Microsoft on DirectX 11 Hardware Vendor Differences

Now that NVidia finally has DX11 hardware available, Microsoft has the chance to compare how well the ATI RadeonHD cards stand up to the new GTX480/470.  Specifically, they were looking for oddities in the DirectX11 implementation, and found one particularly interesting one in NVidia’s use of the “Feature Level” concept.

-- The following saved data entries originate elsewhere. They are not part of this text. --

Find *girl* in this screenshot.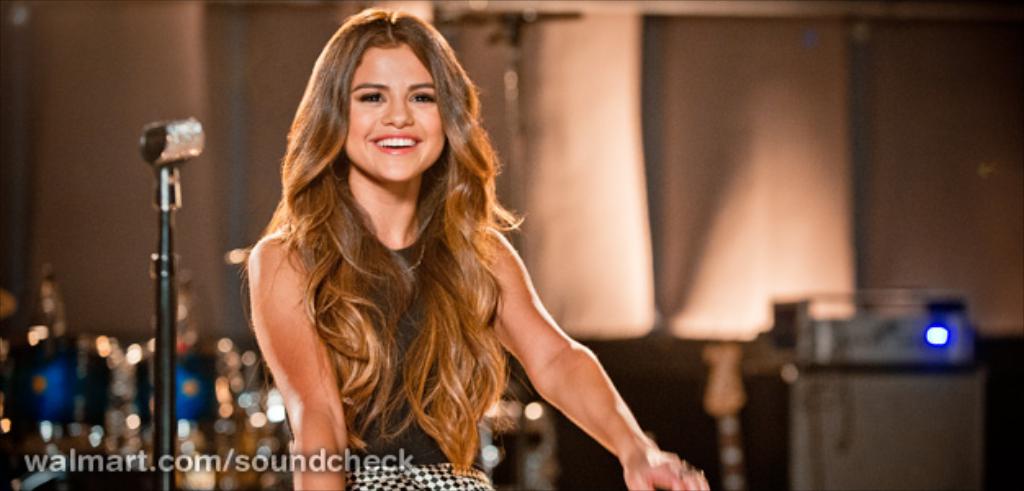
The bounding box for *girl* is 196/0/636/490.
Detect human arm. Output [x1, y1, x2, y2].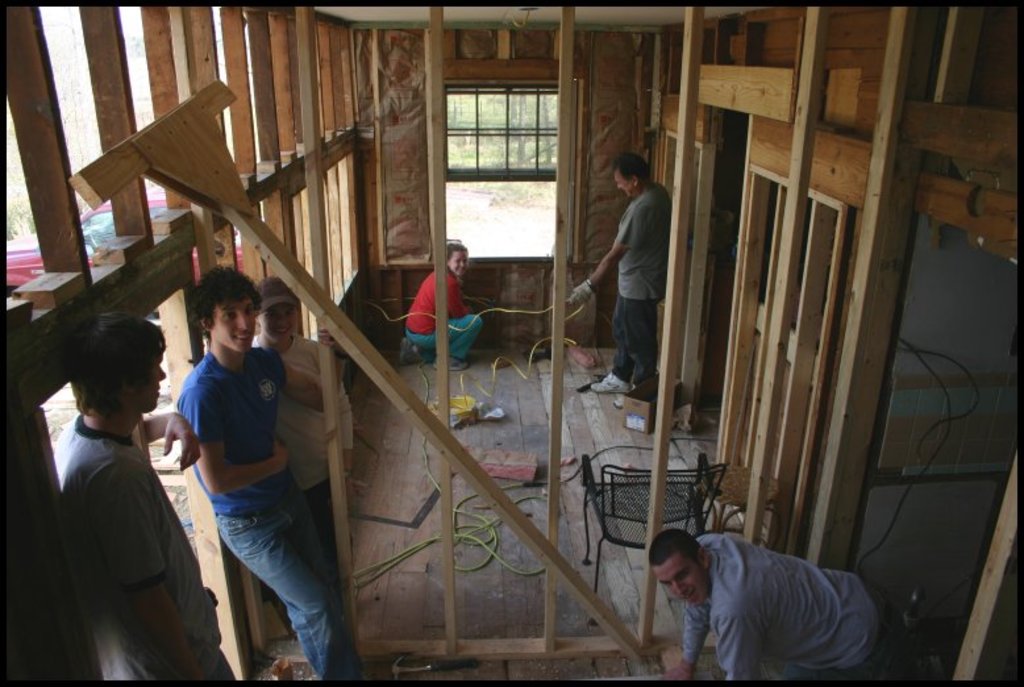
[712, 587, 752, 686].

The ATI Radeon HD 5000 Series only provides one quality level per sample count, while the NVIDIA GeForce GTX 470/480 exposes a number of fine-grain quality levels per sample count. This highlighted a few UI bugs in some of the samples as well as DXUT/DXUT11 that were corrected in the June 2010 release. Be sure to test the behavior of any MSAA settings and quality levels in your DX10.x and DX11 programs on both vendor's hardware.

The guys at Geeks3d took both cards for a spin to get the actual results from the ‘CheckMultisampleQualityLevels’ Microsoft mentions, and sees the obvious difference.

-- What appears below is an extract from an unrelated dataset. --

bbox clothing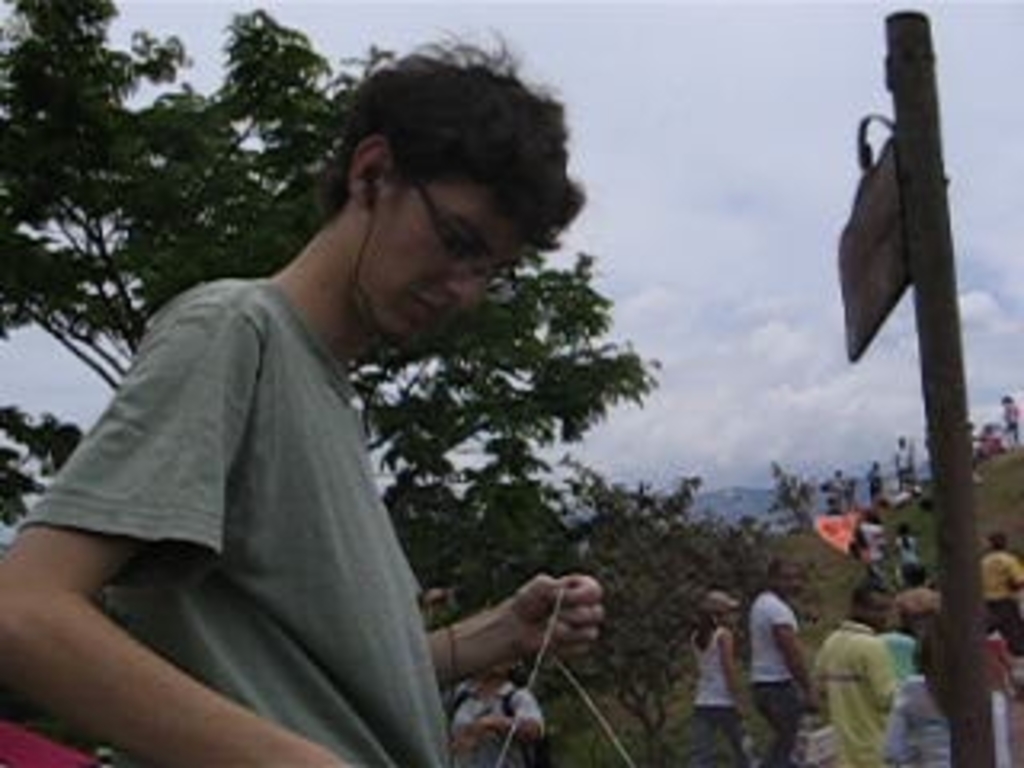
Rect(445, 682, 547, 765)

Here are the details for a GTX 480 (with R257.15 drivers – Win7 64-bit):

Direct3D 10 - Adapter 0 - Description: NVIDIA GeForce GTX 480
Direct3D 10 - Adapter 0 - Dedicated video memory: 1503MB
Direct3D 10 - Adapter 0 - vendorId: 10DE, deviceId: 06C0, revision: 00A3
Direct3D 10 - MSAA 2X supported with 3 quality levels
Direct3D 10 - MSAA 4X supported with 17 quality levels
Direct3D 10 - MSAA 8X supported with 33 quality levels

And here are the details for a HD 5870 (with Catalyst 10.5 – Win7 64-bit):

Direct3D 10 - Adapter 0 - Description: ATI Radeon HD 5800 Series
Direct3D 10 - Adapter 0 - Dedicated video memory: 1014MB
Direct3D 10 - Adapter 0 - vendorId: 1002, deviceId: 6898, revision: 0000
Direct3D 10 - MSAA 2X supported with 1 quality levels
Direct3D 10 - MSAA 4X supported with 1 quality levels
Direct3D 10 - MSAA 8X supported with 1 quality levels

via DirectX 11 Hardware Vendor Differences – Games for Windows and the DirectX SDK – Site Home – MSDN Blogs.